Terraform genesyscloud provider: How to export full org config for DR without state file bloat?

We are building a disaster recovery plan for our Genesys Cloud environment. The goal is to have a script that can pull the entire organization configuration into Terraform state files so we can redeploy it on another org if needed.

I am using the genesyscloud provider. I tried using terraform import for resources, but that requires knowing every single resource ID beforehand. There are thousands of users and routing queues. It is not practical to list them all.

I found the genesyscloud_resource_export data source. It seems promising. I wrote this code to try and export everything:

data "genesyscloud_resource_export" "full_export" {
 export_config {
 resource_types = [
 "routing_queue",
 "user",
 "flow",
 "integration"
 ]
 ignore_errors = true
 }
}

The problem is the output. The genesyscloud_resource_export data source generates a .zip file of JSON files. It does not generate Terraform HCL code. I cannot just terraform apply the JSON. I have to parse the JSON and convert it to HCL manually or write a script to do it. That sounds like a lot of work and error-prone.

Is there a way to use the SDK or Terraform to generate the actual HCL files directly? Or is there a better way to handle full org exports for DR using code? The documentation is not clear on this part. I just need a reliable way to snapshot the config.

Pulling the whole org into Terraform state is a recipe for disaster. You’ll hit API rate limits, state file corruption, and deployment timeouts before you even get started. The vider just isn’t built for that scale of bulk import.

Instead, use the Genesys Cloud Configuration Export API. It spits out a single JSON package of your entire org config. You don’t need to manage thousands of individual resource IDs. Just grab the export, store it in S3 or Azure Blob, and use the import API in your DR script to restore it.

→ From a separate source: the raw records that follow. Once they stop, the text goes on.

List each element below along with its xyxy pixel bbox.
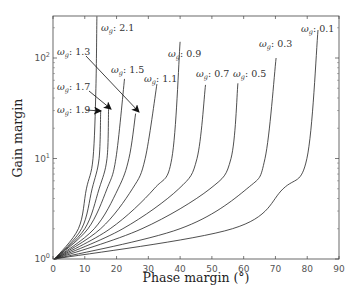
x-tick-label: 70 [270,264,282,274]
x-tick-label: 20 [111,264,123,274]
series-curve-1-3 [55,114,136,259]
series-label: ωg: 0.3 [259,38,292,51]
series-label: ωg: 0.9 [168,48,201,61]
x-tick-label: 10 [79,264,91,274]
series-label: ωg: 1.7 [57,81,90,94]
x-tick-label: 0 [50,264,56,274]
series-label: ωg: 1.5 [111,64,144,77]
x-tick-label: 90 [333,264,345,274]
series-label: ωg: 1.9 [57,104,90,117]
y-axis-label: Gain margin [10,99,25,178]
series-label: ωg: 0.5 [233,68,266,81]
series-curve-1-9 [55,111,101,260]
gain-phase-margin-chart: ωg: 2.1ωg: 1.9ωg: 1.7ωg: 1.5ωg: 1.3ωg: 1… [0,0,360,305]
y-tick-label: 100 [34,252,50,264]
y-tick-label: 102 [34,51,50,63]
x-axis-label: Phase margin (°) [142,270,249,285]
x-tick-label: 80 [301,264,313,274]
arrow-icon [89,91,111,109]
series-label: ωg: 1.3 [57,46,90,59]
series-label: ωg: 1.1 [144,73,177,86]
series-label: ωg: 2.1 [101,22,134,35]
series-label: ωg: 0.7 [196,68,229,81]
y-tick-label: 101 [34,152,50,164]
y-axis-ticks: 100101102 [34,28,339,264]
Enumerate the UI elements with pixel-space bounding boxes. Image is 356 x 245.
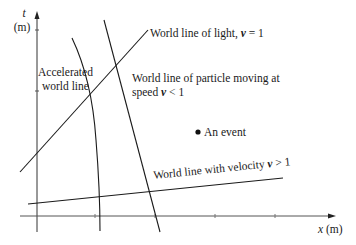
x-axis-var: x bbox=[318, 223, 323, 235]
t-axis bbox=[35, 11, 40, 232]
t-axis-arrow-icon bbox=[35, 11, 40, 19]
x-axis bbox=[20, 214, 336, 219]
light-label: World line of light, v = 1 bbox=[150, 26, 264, 40]
x-axis-unit: (m) bbox=[326, 223, 343, 235]
x-axis-arrow-icon bbox=[328, 214, 336, 219]
t-axis-label: t (m) bbox=[14, 6, 34, 34]
superluminal-world-line bbox=[28, 178, 283, 204]
particle-label: World line of particle moving at speed v… bbox=[132, 71, 280, 99]
event-label: An event bbox=[204, 125, 246, 139]
x-axis-label: x (m) bbox=[318, 222, 343, 236]
event-dot-icon bbox=[195, 129, 200, 134]
light-world-line bbox=[20, 30, 148, 172]
t-axis-unit: (m) bbox=[10, 20, 34, 34]
subluminal-world-line bbox=[104, 20, 160, 232]
t-axis-var: t bbox=[22, 7, 25, 19]
accelerated-label: Accelerated world line bbox=[38, 65, 93, 93]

Here’s the curl command to kick it off:

curl -X POST "https://api.mypurecloud.com/api/v2/orgconfig/export" \
 -H "Authorization: Bearer <your_token>" \
 -H "Content-Type: application/json"

It returns a job ID. Poll that ID until the status is completed. Then download the artifact. It’s messy, but it works. Terraform is for defining state, not capturing a snapshot of a live, changing environment.